MSF Urges Delivery of Food to Starving Zamzam Camp Residents Impacted by Blockade in Sudan
Paris – This month’s nutrition screening by Sudanese health authorities and Médecins Sans Frontières (MSF) at Zamzam camp in North Darfur paints a grim picture: malnutrition is spiraling out of control. Supplies are running dry, forcing us to pull back on services. The United Nations and international stakeholders in humanitarian negotiations must explore all avenues, including airdrops, to swiftly deliver food and essentials.
“These results only reinforce the calamity we’ve been alerting about for months—daily, things worsen, and time’s ticking away,” said Michel Olivier Lacharité, head of emergency operations for MSF. “We’re staring at the potential loss of thousands of children in the coming weeks if we don’t act fast to get humanitarian aid and vital supplies to Zamzam.”
Despite some hopeful rhetoric from peace talks in Geneva in mid-August, tangible aid hasn’t trickled into Zamzam or nearby El-Fasher since early August. This was when the Integrated Food Security Phase Classification Famine Review Committee declared the area in famine.
Restricted supply routes, controlled by the Rapid Support Forces (RSF), have been a significant barrier. The escalation of conflict around El Fasher since May has made it almost impossible to deliver therapeutic food, medicines, and critical supplies to the camp.
“We are at a pivot where thousands of children face a dire fate in the coming weeks unless we intervene with urgent solutions,” reiterated Lacharité.
Time is perilously short to prevent unnecessary deaths. Among the 29,000 children under five who were screened last week during a vaccination campaign at Zamzam, 10% face severe acute malnutrition—a life-threatening condition. Another 34% suffer from global acute malnutrition, which, if untreated, will escalate to severe acute malnutrition.
“The malnutrition rates uncovered during this screening are staggeringly high, likely among the worst currently on record globally,” noted Claudine Mayer, MSF’s medical referent. “It’s alarming because these results are often underreported in this region when we rely solely on mid-upper arm circumference, as we did here, instead of combining it with weight and height measurements.”
Back in March 2024, a mass screening showed an 8% severe acute malnutrition rate and a 29% global acute malnutrition rate—already twice the World Health Organization’s alert threshold of 15%.
The available food, sourced from pre-existing stocks, is sorely insufficient for the area’s population. Food prices in El Fasher have tripled compared to the rest of Darfur, and soaring fuel prices further complicate efforts to pump water and run generator-dependent clinics. Reports from our staff on the ground indicate that many residents expect to eat only once a day.
“Given this dire scenario, our response should be expanding,” Mayer asserts. “Instead, we’re on the brink, dangerously low on supplies and recently forced to narrow our focus to children in the most critical condition.”
“This predicament led to suspending treatments for less severe malnutrition cases, affecting an active group of 2,700 children. We also had to cease consultations for adults and children over five, resulting in thousands of missed consultations each month,” added Mayer.
Zamzam camp hosts an estimated 300,000 to 500,000 people, many of whom are repeatedly displaced individuals fleeing Sudan’s ongoing conflict.
“These unconscionable supply blockades mean we’re forsaking a growing number of patients who already had scant options for life-saving care,” said Lacharité. “If roadways can’t facilitate the transport of massive urgent supplies, the United Nations must consider every possible alternative. Delaying means more deaths—potentially thousands.”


What the task asks - Every line in the data below that includes "category" belongs in the answer, copied as it stands.

Records for the task -

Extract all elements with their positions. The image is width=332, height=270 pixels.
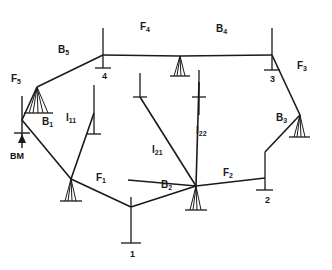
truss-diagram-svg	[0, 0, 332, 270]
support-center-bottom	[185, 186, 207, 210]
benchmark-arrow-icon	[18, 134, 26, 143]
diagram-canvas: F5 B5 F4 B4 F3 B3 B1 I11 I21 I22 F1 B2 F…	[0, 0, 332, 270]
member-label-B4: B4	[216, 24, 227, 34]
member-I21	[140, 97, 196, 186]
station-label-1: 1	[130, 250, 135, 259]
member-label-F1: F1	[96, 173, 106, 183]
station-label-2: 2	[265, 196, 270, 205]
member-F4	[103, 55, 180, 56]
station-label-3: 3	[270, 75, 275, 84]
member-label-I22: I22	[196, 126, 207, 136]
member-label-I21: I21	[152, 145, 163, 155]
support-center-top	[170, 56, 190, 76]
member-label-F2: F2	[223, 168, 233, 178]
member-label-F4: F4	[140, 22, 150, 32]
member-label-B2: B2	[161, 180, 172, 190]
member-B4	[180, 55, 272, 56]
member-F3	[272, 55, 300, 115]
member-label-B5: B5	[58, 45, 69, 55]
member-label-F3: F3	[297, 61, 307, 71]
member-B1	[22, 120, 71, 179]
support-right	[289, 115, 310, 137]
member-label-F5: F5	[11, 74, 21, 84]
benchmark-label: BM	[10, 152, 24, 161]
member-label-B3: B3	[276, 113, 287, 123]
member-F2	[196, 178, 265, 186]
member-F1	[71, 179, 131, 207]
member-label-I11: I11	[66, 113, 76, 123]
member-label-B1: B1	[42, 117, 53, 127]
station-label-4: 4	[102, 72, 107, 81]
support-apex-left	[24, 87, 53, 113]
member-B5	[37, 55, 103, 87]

---

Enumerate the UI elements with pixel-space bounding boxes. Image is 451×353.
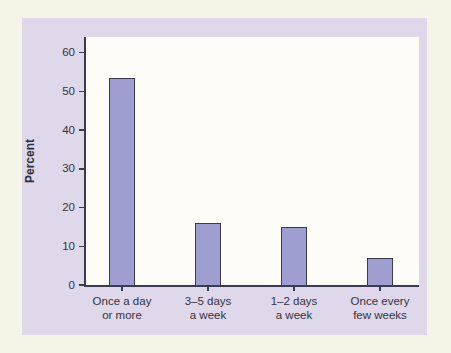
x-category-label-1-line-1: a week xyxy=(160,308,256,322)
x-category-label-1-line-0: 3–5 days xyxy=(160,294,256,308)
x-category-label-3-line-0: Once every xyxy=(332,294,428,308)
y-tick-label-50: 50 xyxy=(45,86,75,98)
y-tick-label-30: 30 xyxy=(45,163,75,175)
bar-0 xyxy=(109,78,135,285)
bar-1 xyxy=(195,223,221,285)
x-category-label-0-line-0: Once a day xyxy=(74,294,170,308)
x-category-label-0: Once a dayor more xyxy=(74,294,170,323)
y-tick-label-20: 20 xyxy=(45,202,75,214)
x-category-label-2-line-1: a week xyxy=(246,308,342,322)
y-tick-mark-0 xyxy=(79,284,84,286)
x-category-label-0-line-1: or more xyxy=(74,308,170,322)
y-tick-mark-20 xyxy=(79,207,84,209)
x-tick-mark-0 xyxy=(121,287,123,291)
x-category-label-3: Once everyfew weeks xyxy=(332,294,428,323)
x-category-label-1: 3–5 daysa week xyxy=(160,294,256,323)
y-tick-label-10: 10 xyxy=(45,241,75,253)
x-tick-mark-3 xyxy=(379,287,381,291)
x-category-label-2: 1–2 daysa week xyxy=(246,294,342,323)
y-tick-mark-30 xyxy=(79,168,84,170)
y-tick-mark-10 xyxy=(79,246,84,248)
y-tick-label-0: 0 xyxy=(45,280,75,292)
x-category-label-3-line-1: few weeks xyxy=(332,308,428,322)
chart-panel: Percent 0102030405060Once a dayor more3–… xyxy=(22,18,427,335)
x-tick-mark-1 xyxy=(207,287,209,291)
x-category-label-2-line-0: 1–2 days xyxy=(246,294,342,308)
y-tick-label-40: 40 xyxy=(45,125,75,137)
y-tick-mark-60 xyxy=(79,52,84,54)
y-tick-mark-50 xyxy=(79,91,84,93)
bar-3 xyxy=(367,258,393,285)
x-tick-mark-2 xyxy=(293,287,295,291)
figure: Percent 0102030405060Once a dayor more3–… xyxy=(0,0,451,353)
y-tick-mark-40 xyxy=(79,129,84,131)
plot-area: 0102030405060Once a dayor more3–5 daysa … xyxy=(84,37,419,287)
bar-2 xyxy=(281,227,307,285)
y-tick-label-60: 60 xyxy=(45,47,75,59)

...

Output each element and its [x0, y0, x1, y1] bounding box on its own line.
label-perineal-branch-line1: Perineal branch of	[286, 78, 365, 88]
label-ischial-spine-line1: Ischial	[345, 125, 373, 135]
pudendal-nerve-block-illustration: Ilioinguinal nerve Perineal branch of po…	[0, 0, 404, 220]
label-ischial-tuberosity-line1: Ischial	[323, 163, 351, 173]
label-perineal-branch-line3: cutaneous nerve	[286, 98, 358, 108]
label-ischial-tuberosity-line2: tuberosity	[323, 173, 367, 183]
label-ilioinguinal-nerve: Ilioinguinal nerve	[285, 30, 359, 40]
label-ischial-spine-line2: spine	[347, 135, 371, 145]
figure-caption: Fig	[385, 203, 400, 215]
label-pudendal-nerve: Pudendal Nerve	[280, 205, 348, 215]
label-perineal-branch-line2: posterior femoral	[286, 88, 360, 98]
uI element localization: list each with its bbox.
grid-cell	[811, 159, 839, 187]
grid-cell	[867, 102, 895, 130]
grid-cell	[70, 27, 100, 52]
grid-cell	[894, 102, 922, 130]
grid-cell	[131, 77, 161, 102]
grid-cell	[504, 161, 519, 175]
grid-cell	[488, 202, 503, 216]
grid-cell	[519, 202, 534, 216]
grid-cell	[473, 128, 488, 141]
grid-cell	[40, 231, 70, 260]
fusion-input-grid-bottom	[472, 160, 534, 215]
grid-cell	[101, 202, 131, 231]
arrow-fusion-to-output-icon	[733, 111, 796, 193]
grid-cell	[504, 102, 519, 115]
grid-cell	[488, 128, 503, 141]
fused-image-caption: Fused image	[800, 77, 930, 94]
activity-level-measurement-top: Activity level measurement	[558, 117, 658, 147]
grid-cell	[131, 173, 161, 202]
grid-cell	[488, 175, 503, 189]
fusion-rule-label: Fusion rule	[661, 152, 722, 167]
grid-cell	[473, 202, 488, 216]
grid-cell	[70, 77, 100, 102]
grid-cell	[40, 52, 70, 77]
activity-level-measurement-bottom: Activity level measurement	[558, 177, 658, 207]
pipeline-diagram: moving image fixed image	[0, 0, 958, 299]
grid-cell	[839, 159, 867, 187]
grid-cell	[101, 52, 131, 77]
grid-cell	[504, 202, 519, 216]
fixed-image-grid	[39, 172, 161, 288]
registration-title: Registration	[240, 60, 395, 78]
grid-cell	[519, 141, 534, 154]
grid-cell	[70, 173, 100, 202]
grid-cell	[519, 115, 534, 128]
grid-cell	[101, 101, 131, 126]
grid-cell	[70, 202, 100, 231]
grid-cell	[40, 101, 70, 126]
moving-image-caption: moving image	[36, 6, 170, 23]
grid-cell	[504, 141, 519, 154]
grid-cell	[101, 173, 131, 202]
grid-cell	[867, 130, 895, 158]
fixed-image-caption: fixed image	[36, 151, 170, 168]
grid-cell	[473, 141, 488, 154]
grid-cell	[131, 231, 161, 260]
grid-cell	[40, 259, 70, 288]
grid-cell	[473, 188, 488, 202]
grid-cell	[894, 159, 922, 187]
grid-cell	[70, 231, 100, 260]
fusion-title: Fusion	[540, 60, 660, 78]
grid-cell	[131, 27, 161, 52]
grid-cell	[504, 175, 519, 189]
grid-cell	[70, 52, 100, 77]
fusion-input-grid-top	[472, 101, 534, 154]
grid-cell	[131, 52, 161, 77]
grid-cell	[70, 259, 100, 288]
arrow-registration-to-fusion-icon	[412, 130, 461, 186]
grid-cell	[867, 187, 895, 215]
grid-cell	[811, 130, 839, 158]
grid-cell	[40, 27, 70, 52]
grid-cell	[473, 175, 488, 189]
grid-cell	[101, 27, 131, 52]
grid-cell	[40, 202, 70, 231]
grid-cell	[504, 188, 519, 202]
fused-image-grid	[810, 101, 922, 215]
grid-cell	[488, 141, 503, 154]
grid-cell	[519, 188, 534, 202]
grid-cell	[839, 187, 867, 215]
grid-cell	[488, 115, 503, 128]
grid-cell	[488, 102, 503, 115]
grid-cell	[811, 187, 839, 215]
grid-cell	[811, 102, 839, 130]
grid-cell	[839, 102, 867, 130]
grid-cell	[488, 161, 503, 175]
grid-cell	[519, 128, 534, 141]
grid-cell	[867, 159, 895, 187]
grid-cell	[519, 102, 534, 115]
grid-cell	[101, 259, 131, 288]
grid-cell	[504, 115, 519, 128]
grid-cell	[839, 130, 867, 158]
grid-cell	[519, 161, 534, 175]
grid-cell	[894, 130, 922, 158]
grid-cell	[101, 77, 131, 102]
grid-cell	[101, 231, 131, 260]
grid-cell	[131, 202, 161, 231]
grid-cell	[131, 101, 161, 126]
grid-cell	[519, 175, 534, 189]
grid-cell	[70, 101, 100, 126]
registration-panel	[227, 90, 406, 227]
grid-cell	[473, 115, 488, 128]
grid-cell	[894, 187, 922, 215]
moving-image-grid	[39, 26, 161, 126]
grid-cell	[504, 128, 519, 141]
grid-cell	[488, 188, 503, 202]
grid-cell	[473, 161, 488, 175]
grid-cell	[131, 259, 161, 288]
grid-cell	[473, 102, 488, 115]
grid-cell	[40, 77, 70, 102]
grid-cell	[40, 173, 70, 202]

Solution for this task -
x-category-label-1-line-1: a week xyxy=(160,308,256,322)
x-category-label-1-line-0: 3–5 days xyxy=(160,294,256,308)
x-category-label-3-line-0: Once every xyxy=(332,294,428,308)
x-category-label-0-line-0: Once a day xyxy=(74,294,170,308)
x-category-label-0: Once a dayor more xyxy=(74,294,170,323)
x-category-label-2-line-1: a week xyxy=(246,308,342,322)
x-category-label-0-line-1: or more xyxy=(74,308,170,322)
x-category-label-3: Once everyfew weeks xyxy=(332,294,428,323)
x-category-label-1: 3–5 daysa week xyxy=(160,294,256,323)
x-category-label-2: 1–2 daysa week xyxy=(246,294,342,323)
x-category-label-3-line-1: few weeks xyxy=(332,308,428,322)
x-category-label-2-line-0: 1–2 days xyxy=(246,294,342,308)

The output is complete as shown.